The French voted this Sunday to elect a president, with the outgoing president, the centrist Emmanuel Macron, and the far-right Marine Le Pen as favorites in a tight first round, after an atypical campaign.
The launch of the Russian offensive in Ukraine on February 24 hid the electoral campaign, but the effect on energy prices brought it back to the fore in the final stretch, mainly due to concerns about purchasing power, the main concern of the French.
“It is important to vote because we are in a particularly difficult context (…), to choose the best possible option, the person who will lead our country for five yearsMamadou Alpha Diallo, a 35-year-old civil servant, told AFP after voting in Saint-Denis, north of Paris.
The election, which will set France’s course until 2027, will also be followed closely at the international level, especially when the latest polls on Friday give Macron and Le Pen the ballot on April 24. The far-right candidate also has options to win.
The start of the war promoted the candidate of The Republic on the Move (LREM), who played the trick of mediation between kyiv and Moscow and the stability of a Europeanist president who went through several crises: social protests, pandemic and now the effects of the Russian offensive in the Ukraine.
The results will be known after one in the afternoon, Colombia time, when the last schools close.
His rival from the National Group (RN) opted to present himself as the defender of purchasing power and the popular classes, against a Macron “president of the rich”, but his international program would imply changes in France’s international alliances if he is elected. .
Among other things, Le Pen proposes abandoning the NATO integrated command, the body of the Atlantic Alliance that sets military strategy. His election could also deal a new setback to the European Union (EU), after the re-election of the Hungarian Prime Minister, Viktor Orban.
Of the ten remaining candidates, the leftist Jean-Luc Mélenchon, who advocates leaving NATO and a “non-aligned” France, is the only one with a chance of preventing either of them from getting their ticket to the second round, reinforced by its “useful vote” image of an atomized left.
Doubts about participation
The results will be known after one in the afternoon, Colombia time, when the last schools close. In addition to the result, another question is knowing how many of the 48.7 million voters went to the polls.
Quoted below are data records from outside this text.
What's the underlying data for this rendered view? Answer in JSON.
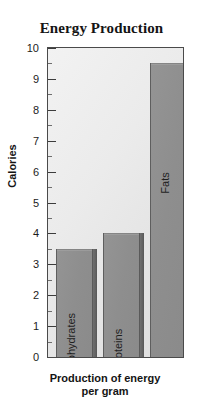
{
  "chart_data": {
    "type": "bar",
    "title": "Energy Production",
    "xlabel": "Production of energy per gram",
    "xlabel_line1": "Production of energy",
    "xlabel_line2": "per gram",
    "ylabel": "Calories",
    "categories": [
      "Carbohydrates",
      "Proteins",
      "Fats"
    ],
    "values": [
      3.5,
      4,
      9.5
    ],
    "ylim": [
      0,
      10
    ],
    "ytick_labels": [
      "10",
      "9",
      "8",
      "7",
      "6",
      "5",
      "4",
      "3",
      "2",
      "1",
      "0"
    ],
    "ytick_values": [
      10,
      9,
      8,
      7,
      6,
      5,
      4,
      3,
      2,
      1,
      0
    ],
    "minor_tick_values": [
      9.5,
      8.5,
      7.5,
      6.5,
      5.5,
      4.5,
      3.5,
      2.5,
      1.5,
      0.5
    ],
    "grid": false,
    "legend": "none",
    "bar_color": "#8e8e8e",
    "bar_edge_color": "#5e5e5e",
    "plot_background": "#eaeaea",
    "axis_color": "#4a4a4a",
    "text_color": "#141414"
  }
}
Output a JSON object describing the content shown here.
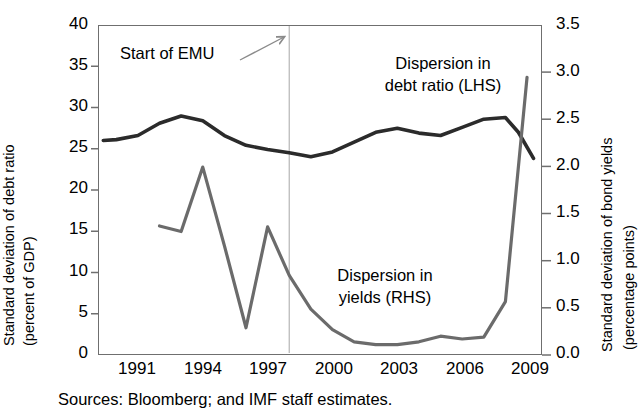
{
  "axes": {
    "left_title_line1": "Standard deviation of debt ratio",
    "left_title_line2": "(percent of GDP)",
    "right_title_line1": "Standard deviation of  bond yields",
    "right_title_line2": "(percentage points)",
    "left_ticks": [
      "0",
      "5",
      "10",
      "15",
      "20",
      "25",
      "30",
      "35",
      "40"
    ],
    "right_ticks": [
      "0.0",
      "0.5",
      "1.0",
      "1.5",
      "2.0",
      "2.5",
      "3.0",
      "3.5"
    ],
    "x_ticks": [
      "1991",
      "1994",
      "1997",
      "2000",
      "2003",
      "2006",
      "2009"
    ]
  },
  "annotations": {
    "emu": "Start of EMU",
    "debt_l1": "Dispersion in",
    "debt_l2": "debt ratio (LHS)",
    "yields_l1": "Dispersion in",
    "yields_l2": "yields (RHS)"
  },
  "source": "Sources: Bloomberg; and IMF staff estimates.",
  "colors": {
    "debt_line": "#2b2b2b",
    "yield_line": "#6b6b6b",
    "axis": "#6f6f6f",
    "emu_line": "#b5b5b5"
  },
  "chart_data": {
    "type": "line",
    "title": "",
    "xlabel": "",
    "ylabel": "Standard deviation of debt ratio (percent of GDP)",
    "y2label": "Standard deviation of  bond yields (percentage points)",
    "xlim": [
      1990.2,
      2010.6
    ],
    "ylim": [
      0,
      40
    ],
    "y2lim": [
      0.0,
      3.5
    ],
    "grid": false,
    "legend": "annotations-inline",
    "x": [
      1991,
      1992,
      1993,
      1994,
      1995,
      1996,
      1997,
      1998,
      1999,
      2000,
      2001,
      2002,
      2003,
      2004,
      2005,
      2006,
      2007,
      2008,
      2009,
      2010
    ],
    "series": [
      {
        "name": "Dispersion in debt ratio (LHS)",
        "axis": "left",
        "units": "percent of GDP",
        "color": "#2b2b2b",
        "x": [
          1990.4,
          1991,
          1992,
          1993,
          1994,
          1995,
          1996,
          1997,
          1998,
          1999,
          2000,
          2001,
          2002,
          2003,
          2004,
          2005,
          2006,
          2007,
          2008,
          2009,
          2009.6,
          2010.3
        ],
        "values": [
          26.0,
          26.1,
          26.6,
          28.1,
          29.0,
          28.4,
          26.6,
          25.4,
          24.9,
          24.5,
          24.0,
          24.6,
          25.8,
          27.0,
          27.5,
          26.9,
          26.6,
          27.6,
          28.6,
          28.8,
          27.0,
          23.8
        ]
      },
      {
        "name": "Dispersion in yields (RHS)",
        "axis": "right",
        "units": "percentage points",
        "color": "#6b6b6b",
        "x": [
          1993,
          1994,
          1995,
          1996,
          1997,
          1998,
          1999,
          2000,
          2001,
          2002,
          2003,
          2004,
          2005,
          2006,
          2007,
          2008,
          2009,
          2010
        ],
        "values": [
          1.36,
          1.3,
          1.99,
          1.15,
          0.27,
          1.35,
          0.83,
          0.47,
          0.25,
          0.12,
          0.09,
          0.09,
          0.12,
          0.18,
          0.15,
          0.17,
          0.55,
          2.95
        ]
      }
    ],
    "annotations": [
      {
        "text": "Start of EMU",
        "x": 1999,
        "kind": "vertical-marker-with-arrow"
      }
    ]
  }
}
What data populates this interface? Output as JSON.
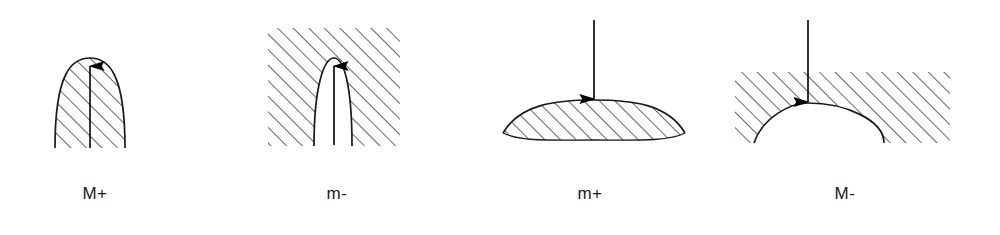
{
  "page": {
    "background": "#ffffff",
    "stroke_color": "#1a1a1a",
    "hatch_color": "#2b2b2b",
    "width": 1000,
    "height": 235
  },
  "figures": [
    {
      "id": "fig-M-plus",
      "label": "M+",
      "shape": "filled-parabolic-dome",
      "hatched_region": "inside-dome",
      "arrow_direction": "up",
      "arrow_tip": "dome-apex",
      "description": "Hatched tall parabolic dome with upward arrow along the axis ending at the apex"
    },
    {
      "id": "fig-m-minus",
      "label": "m-",
      "shape": "parabolic-notch-in-block",
      "hatched_region": "outside-notch",
      "arrow_direction": "up",
      "arrow_tip": "notch-apex",
      "description": "Hatched rectangular block with white parabolic notch cut from below and upward arrow to the apex"
    },
    {
      "id": "fig-m-plus",
      "label": "m+",
      "shape": "flat-lens-dome",
      "hatched_region": "inside-lens",
      "arrow_direction": "down",
      "arrow_tip": "lens-crest",
      "description": "Hatched shallow lens shape with downward arrow touching the crest"
    },
    {
      "id": "fig-M-minus",
      "label": "M-",
      "shape": "dome-cut-from-block",
      "hatched_region": "outside-dome",
      "arrow_direction": "down",
      "arrow_tip": "dome-crest",
      "description": "Hatched rectangular block with a wide white dome removed from below and downward arrow to the crest"
    }
  ]
}
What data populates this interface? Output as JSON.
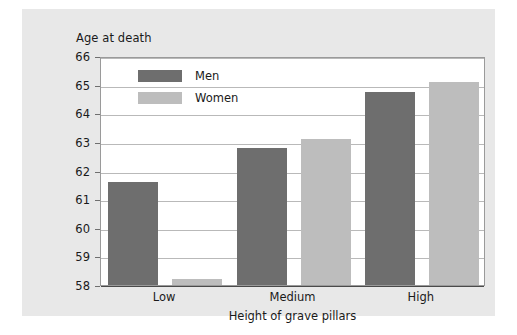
{
  "chart_data": {
    "type": "bar",
    "title": "",
    "ylabel": "Age at death",
    "xlabel": "Height of grave pillars",
    "categories": [
      "Low",
      "Medium",
      "High"
    ],
    "series": [
      {
        "name": "Men",
        "color": "#6e6e6e",
        "values": [
          61.6,
          62.8,
          64.75
        ]
      },
      {
        "name": "Women",
        "color": "#bdbdbd",
        "values": [
          58.2,
          63.1,
          65.1
        ]
      }
    ],
    "ylim": [
      58,
      66
    ],
    "yticks": [
      58,
      59,
      60,
      61,
      62,
      63,
      64,
      65,
      66
    ],
    "ytick_labels": [
      "58",
      "59",
      "60",
      "61",
      "62",
      "63",
      "64",
      "65",
      "66"
    ],
    "grid": true,
    "legend_position": "top-left-inside",
    "legend_entries": [
      "Men",
      "Women"
    ]
  },
  "figure": {
    "background_color": "#e8e8e8",
    "plot_background_color": "#ffffff",
    "gridline_color": "#b9b9b9",
    "axis_color": "#9a9a9a"
  }
}
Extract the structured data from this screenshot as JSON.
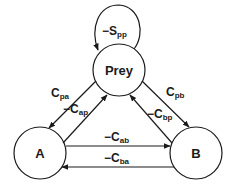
{
  "diagram": {
    "type": "food-web interaction diagram",
    "nodes": [
      {
        "id": "prey",
        "label": "Prey",
        "cx": 119,
        "cy": 70,
        "r": 26
      },
      {
        "id": "a",
        "label": "A",
        "cx": 40,
        "cy": 153,
        "r": 26
      },
      {
        "id": "b",
        "label": "B",
        "cx": 196,
        "cy": 153,
        "r": 26
      }
    ],
    "edges": [
      {
        "id": "spp",
        "from": "prey",
        "to": "prey",
        "sign": "−",
        "base": "S",
        "sub": "pp"
      },
      {
        "id": "cpa",
        "from": "prey",
        "to": "a",
        "sign": "",
        "base": "C",
        "sub": "pa"
      },
      {
        "id": "cap",
        "from": "a",
        "to": "prey",
        "sign": "−",
        "base": "C",
        "sub": "ap"
      },
      {
        "id": "cpb",
        "from": "prey",
        "to": "b",
        "sign": "",
        "base": "C",
        "sub": "pb"
      },
      {
        "id": "cbp",
        "from": "b",
        "to": "prey",
        "sign": "−",
        "base": "C",
        "sub": "bp"
      },
      {
        "id": "cab",
        "from": "a",
        "to": "b",
        "sign": "−",
        "base": "C",
        "sub": "ab"
      },
      {
        "id": "cba",
        "from": "b",
        "to": "a",
        "sign": "−",
        "base": "C",
        "sub": "ba"
      }
    ]
  }
}
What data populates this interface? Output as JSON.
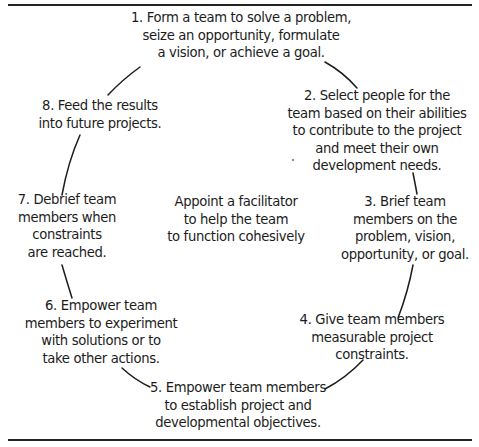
{
  "diagram": {
    "type": "cycle",
    "center": {
      "lines": [
        "Appoint a facilitator",
        "to help the team",
        "to function cohesively"
      ]
    },
    "steps": [
      {
        "id": 1,
        "lines": [
          "1. Form a team to solve a problem,",
          "seize an opportunity, formulate",
          "a vision, or achieve a goal."
        ]
      },
      {
        "id": 2,
        "lines": [
          "2. Select people for the",
          "team based on their abilities",
          "to contribute to the project",
          "and meet their own",
          "development needs."
        ]
      },
      {
        "id": 3,
        "lines": [
          "3. Brief team",
          "members on the",
          "problem, vision,",
          "opportunity, or goal."
        ]
      },
      {
        "id": 4,
        "lines": [
          "4. Give team members",
          "measurable project",
          "constraints."
        ]
      },
      {
        "id": 5,
        "lines": [
          "5. Empower team members",
          "to establish project and",
          "developmental objectives."
        ]
      },
      {
        "id": 6,
        "lines": [
          "6. Empower team",
          "members to experiment",
          "with solutions or to",
          "take other actions."
        ]
      },
      {
        "id": 7,
        "lines": [
          "7. Debrief team",
          "members when",
          "constraints",
          "are reached."
        ]
      },
      {
        "id": 8,
        "lines": [
          "8. Feed the results",
          "into future projects."
        ]
      }
    ],
    "connections": [
      {
        "from": 1,
        "to": 2
      },
      {
        "from": 2,
        "to": 3
      },
      {
        "from": 3,
        "to": 4
      },
      {
        "from": 4,
        "to": 5
      },
      {
        "from": 5,
        "to": 6
      },
      {
        "from": 6,
        "to": 7
      },
      {
        "from": 7,
        "to": 8
      },
      {
        "from": 8,
        "to": 1
      }
    ],
    "colors": {
      "text": "#1c1c1c",
      "rule": "#222222",
      "background": "#ffffff"
    }
  }
}
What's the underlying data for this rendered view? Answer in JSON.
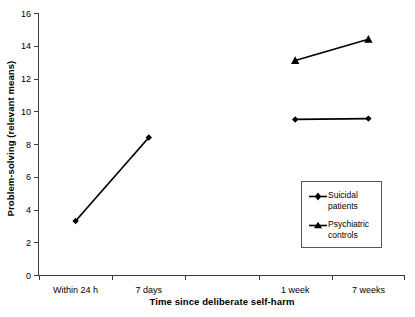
{
  "chart_data": {
    "type": "line",
    "title": "",
    "xlabel": "Time since deliberate self-harm",
    "ylabel": "Problem-solving (relevant means)",
    "ylim": [
      0,
      16
    ],
    "yticks": [
      0,
      2,
      4,
      6,
      8,
      10,
      12,
      14,
      16
    ],
    "ytick_labels": [
      "0",
      "2",
      "4",
      "6",
      "8",
      "10",
      "12",
      "14",
      "16"
    ],
    "x_positions": [
      0.5,
      1.5,
      3.5,
      4.5
    ],
    "xlim": [
      0,
      5
    ],
    "xtick_count": 6,
    "categories": [
      "Within 24 h",
      "7 days",
      "1 week",
      "7 weeks"
    ],
    "grid": false,
    "legend_position": "lower right",
    "series": [
      {
        "name": "Suicidal patients",
        "legend_label": "Suicidal\npatients",
        "marker": "diamond",
        "color": "#000000",
        "points": [
          {
            "category": "Within 24 h",
            "x": 0.5,
            "y": 3.3
          },
          {
            "category": "7 days",
            "x": 1.5,
            "y": 8.4
          },
          {
            "category": "1 week",
            "x": 3.5,
            "y": 9.5
          },
          {
            "category": "7 weeks",
            "x": 4.5,
            "y": 9.55
          }
        ],
        "segments": [
          [
            0,
            1
          ],
          [
            2,
            3
          ]
        ]
      },
      {
        "name": "Psychiatric controls",
        "legend_label": "Psychiatric\ncontrols",
        "marker": "triangle",
        "color": "#000000",
        "points": [
          {
            "category": "1 week",
            "x": 3.5,
            "y": 13.1
          },
          {
            "category": "7 weeks",
            "x": 4.5,
            "y": 14.4
          }
        ],
        "segments": [
          [
            0,
            1
          ]
        ]
      }
    ]
  }
}
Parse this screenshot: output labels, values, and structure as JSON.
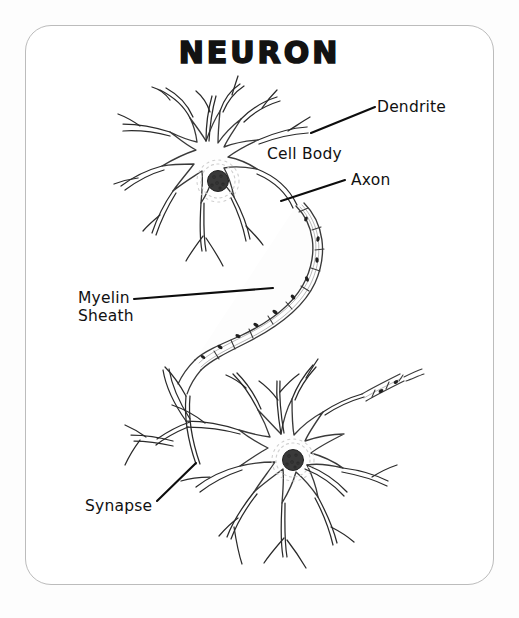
{
  "page": {
    "background_color": "#fdfdfd",
    "card_background": "#ffffff",
    "card_border_color": "#bcbcbc",
    "ink_color": "#111111"
  },
  "title": {
    "text": "NEURON"
  },
  "labels": {
    "dendrite": "Dendrite",
    "cell_body": "Cell Body",
    "axon": "Axon",
    "myelin_sheath": "Myelin\nSheath",
    "myelin_sheath_line1": "Myelin",
    "myelin_sheath_line2": "Sheath",
    "synapse": "Synapse"
  },
  "diagram": {
    "type": "labeled-biological-illustration",
    "subject": "Neuron",
    "style": "black-and-white pen-and-ink line drawing",
    "structures": [
      {
        "name": "upper-neuron",
        "parts": [
          "dendrites",
          "cell body",
          "nucleus",
          "axon hillock",
          "myelinated axon"
        ]
      },
      {
        "name": "lower-neuron",
        "parts": [
          "dendrites",
          "cell body",
          "nucleus",
          "axon",
          "synapse"
        ]
      }
    ],
    "leader_lines": [
      {
        "label": "Dendrite",
        "from": [
          378,
          107
        ],
        "to": [
          311,
          133
        ]
      },
      {
        "label": "Axon",
        "from": [
          347,
          180
        ],
        "to": [
          281,
          201
        ]
      },
      {
        "label": "Myelin Sheath",
        "from": [
          134,
          299
        ],
        "to": [
          273,
          288
        ]
      },
      {
        "label": "Synapse",
        "from": [
          158,
          501
        ],
        "to": [
          196,
          464
        ]
      }
    ]
  }
}
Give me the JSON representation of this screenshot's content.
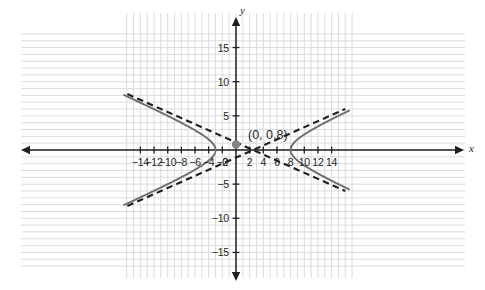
{
  "chart_data": {
    "type": "line",
    "title": "",
    "xlabel": "x",
    "ylabel": "y",
    "xlim": [
      -15.8,
      16.0
    ],
    "ylim": [
      -16.2,
      16.4
    ],
    "grid": true,
    "grid_step": 1,
    "legend": "none",
    "x_ticks": [
      -14,
      -12,
      -10,
      -8,
      -6,
      -4,
      -2,
      2,
      4,
      6,
      8,
      10,
      12,
      14
    ],
    "x_tick_labels": [
      "−14",
      "−12",
      "−10",
      "−8",
      "−6",
      "−4",
      "−2",
      "2",
      "4",
      "6",
      "8",
      "10",
      "12",
      "14"
    ],
    "y_ticks": [
      15,
      10,
      5,
      -5,
      -10,
      -15
    ],
    "y_tick_labels": [
      "15",
      "10",
      "5",
      "−5",
      "−10",
      "−15"
    ],
    "origin_label": "0",
    "curve": {
      "name": "hyperbola",
      "center": [
        2.5,
        0
      ],
      "a": 5.5,
      "b": 2.45,
      "orientation": "horizontal",
      "vertices": [
        [
          -3,
          0
        ],
        [
          8,
          0
        ]
      ],
      "style": "solid",
      "color": "#6d6e71",
      "width": 1.9
    },
    "asymptotes": {
      "name": "asymptotes",
      "slopes": [
        0.445,
        -0.445
      ],
      "through": [
        2.5,
        0
      ],
      "style": "dashed",
      "color": "#231f20",
      "width": 2.1
    },
    "points": [
      {
        "label": "(0, 0.8)",
        "x": 0,
        "y": 0.8,
        "color": "#808285",
        "radius": 4.2
      }
    ]
  },
  "axes": {
    "x_name": "x",
    "y_name": "y",
    "axis_color": "#231f20",
    "grid_color": "#d4d6da"
  }
}
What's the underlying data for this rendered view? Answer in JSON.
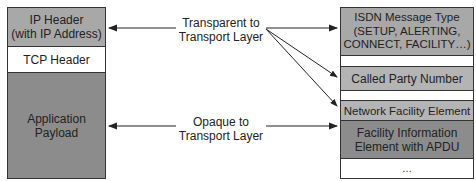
{
  "left_stack": {
    "ip_header": {
      "line1": "IP Header",
      "line2": "(with IP Address)",
      "color": "#a8a8a8"
    },
    "tcp_header": {
      "label": "TCP Header",
      "color": "#ffffff"
    },
    "payload": {
      "line1": "Application",
      "line2": "Payload",
      "color": "#8c8c8c"
    }
  },
  "middle": {
    "transparent": {
      "line1": "Transparent to",
      "line2": "Transport Layer"
    },
    "opaque": {
      "line1": "Opaque to",
      "line2": "Transport Layer"
    }
  },
  "right_stack": {
    "message_type": {
      "line1": "ISDN Message Type",
      "line2": "(SETUP, ALERTING,",
      "line3": "CONNECT, FACILITY…)",
      "color": "#a8a8a8"
    },
    "called_party": {
      "label": "Called Party Number",
      "color": "#b4b4b4"
    },
    "network_facility": {
      "label": "Network Facility Element",
      "color": "#b4b4b4"
    },
    "facility_info": {
      "line1": "Facility Information",
      "line2": "Element with APDU",
      "color": "#8c8c8c"
    },
    "ellipsis": {
      "label": "…"
    }
  }
}
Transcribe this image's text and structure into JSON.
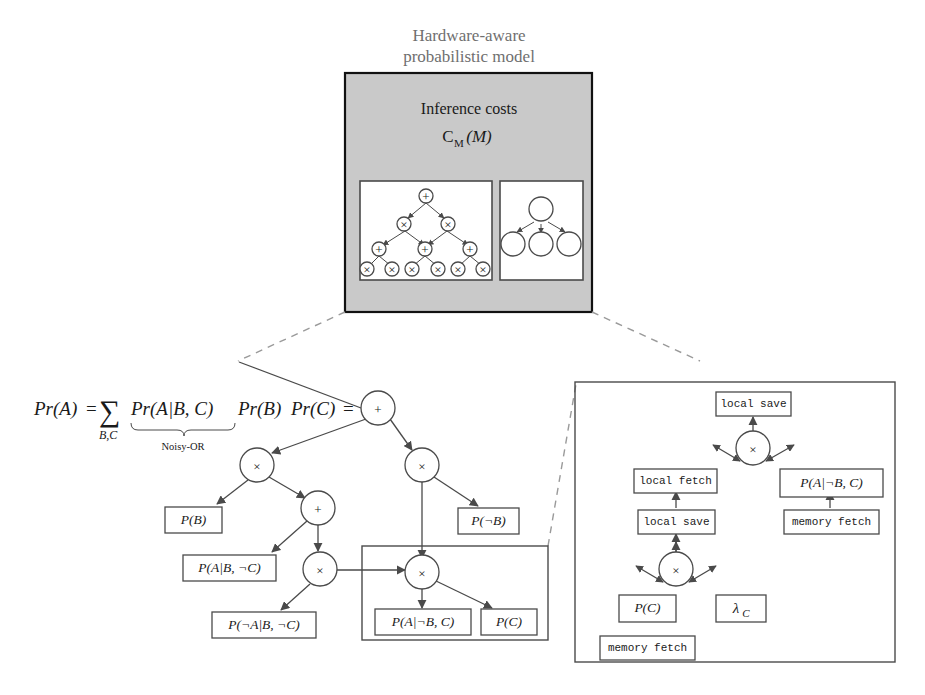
{
  "figure": {
    "header": {
      "line1": "Hardware-aware",
      "line2": "probabilistic model"
    },
    "gray_panel": {
      "title": "Inference costs",
      "cost_symbol": "C",
      "cost_sub": "M",
      "cost_arg": "(M)",
      "subpanels": [
        {
          "name": "arithmetic-circuit",
          "nodes": {
            "root": "+",
            "level2": [
              "×",
              "×"
            ],
            "level3": [
              "+",
              "+",
              "+"
            ],
            "leaves": [
              "×",
              "×",
              "×",
              "×",
              "×",
              "×"
            ]
          }
        },
        {
          "name": "bayesian-network",
          "nodes": [
            "",
            "",
            "",
            ""
          ]
        }
      ]
    },
    "equation": {
      "lhs": "Pr(A)",
      "eq1": "=",
      "sum": "∑",
      "sum_sub": "B,C",
      "term1": "Pr(A|B, C)",
      "term2": "Pr(B)",
      "term3": "Pr(C)",
      "eq2": "=",
      "brace_label": "Noisy-OR"
    },
    "circuit": {
      "nodes": [
        {
          "id": "root",
          "glyph": "+"
        },
        {
          "id": "mul-left",
          "glyph": "×"
        },
        {
          "id": "mul-right",
          "glyph": "×"
        },
        {
          "id": "plus-mid",
          "glyph": "+"
        },
        {
          "id": "mul-mid",
          "glyph": "×"
        },
        {
          "id": "mul-boxed",
          "glyph": "×"
        }
      ],
      "leaves": [
        {
          "id": "leaf-pb",
          "label": "P(B)"
        },
        {
          "id": "leaf-pab-notc",
          "label": "P(A|B, ¬C)"
        },
        {
          "id": "leaf-notpab-notc",
          "label": "P(¬A|B, ¬C)"
        },
        {
          "id": "leaf-pnotb",
          "label": "P(¬B)"
        },
        {
          "id": "leaf-pa-notb-c",
          "label": "P(A|¬B, C)"
        },
        {
          "id": "leaf-pc",
          "label": "P(C)"
        }
      ]
    },
    "detail_panel": {
      "nodes": [
        {
          "id": "detail-mul-top",
          "glyph": "×"
        },
        {
          "id": "detail-mul-bottom",
          "glyph": "×"
        }
      ],
      "boxes": [
        {
          "id": "local-save-top",
          "label": "local save",
          "kind": "op"
        },
        {
          "id": "local-fetch",
          "label": "local fetch",
          "kind": "op"
        },
        {
          "id": "local-save-mid",
          "label": "local save",
          "kind": "op"
        },
        {
          "id": "memory-fetch-right",
          "label": "memory fetch",
          "kind": "op"
        },
        {
          "id": "memory-fetch-bottom",
          "label": "memory fetch",
          "kind": "op"
        },
        {
          "id": "detail-pa-notb-c",
          "label": "P(A|¬B, C)",
          "kind": "prob"
        },
        {
          "id": "detail-pc",
          "label": "P(C)",
          "kind": "prob"
        },
        {
          "id": "detail-lambda-c",
          "label": "λ",
          "sub": "C",
          "kind": "prob"
        }
      ]
    },
    "colors": {
      "gray_fill": "#c9c9c9",
      "header_text": "#6f6f6f",
      "stroke": "#4a4a4a",
      "dashed": "#9a9a9a",
      "text": "#1a1a1a"
    }
  }
}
Participation in the first round at noon in France was 65%, 4.4 points less than in 2017 at that time and 6.55 points more than in 2002, the year with the record for abstention in a presidential election, according to figures from the Ministry of the Interior.
The year 2002 is the example of surprises in the first round. Then, the far-right Jean-Marie Le Pen, Marine’s father, went against all odds to the runoff along with the conservative Jacques Chirac, who ended up getting re-elected.
Marine Le Pen, 53, and Emmanuel Macron, 44, already disputed the keys to the Elysee in 2017, which the centrist won with two thirds of the votes. But although the scenario seems to repeat itself five years later, the country is not the same.
The coronavirus broke out in France in early 2020, confining millions of people and leaving behind a first half of Macron’s term marked by social protests. The war in the Ukraine appeared when the French began to breathe.
The centrist candidate acknowledged “mistakes” during his first term, especially for his controversial phrases that made him seem arrogant, and reaffirmed his liberal reformist impetus, reviving his unpopular proposal to raise the retirement age from 62 to 65 years.
With the traditional far-right measures on the agenda, such as reserving welfare benefits for the French, Marine Le Pen softened her speech to try to capitalize on social discontent with Macron. Her far-right rival Éric Zemmour helped her appear less radical.
“Republican Front”
As the heiress of the National Front progressed in the polls, the president, who entered the campaign late, warned in the final stretch against the “extremist danger. Experts doubt whether the cordon sanitaire around the extreme right will work as it did in 2017 and 2022.
For the director of the Jean-Jaurès Foundation, Gilles Finchelstein, the traditional “republican front” of parties will not be enough to isolate Le Pen in the second round, since, although this system has not disappeared, it is worn out.
Socialist candidates Anne Hidalgo, ecologist Yannick Jadot and communist Fabien Roussel have already said they will call for a vote against the extreme right if Le Pen goes to the ballot. Valérie Pécresse of the Republican Party (LR) will not give a vote slogan instead.
In France, attention will also be on the scope of the expected debacle of the traditional parties: the right wing of former presidents Chirac (1995-2007) and Nicolas Sarkozy (2007-2012) and the socialists of François Hollande (2012-2017). and Francois Mitterrand (1981-1995).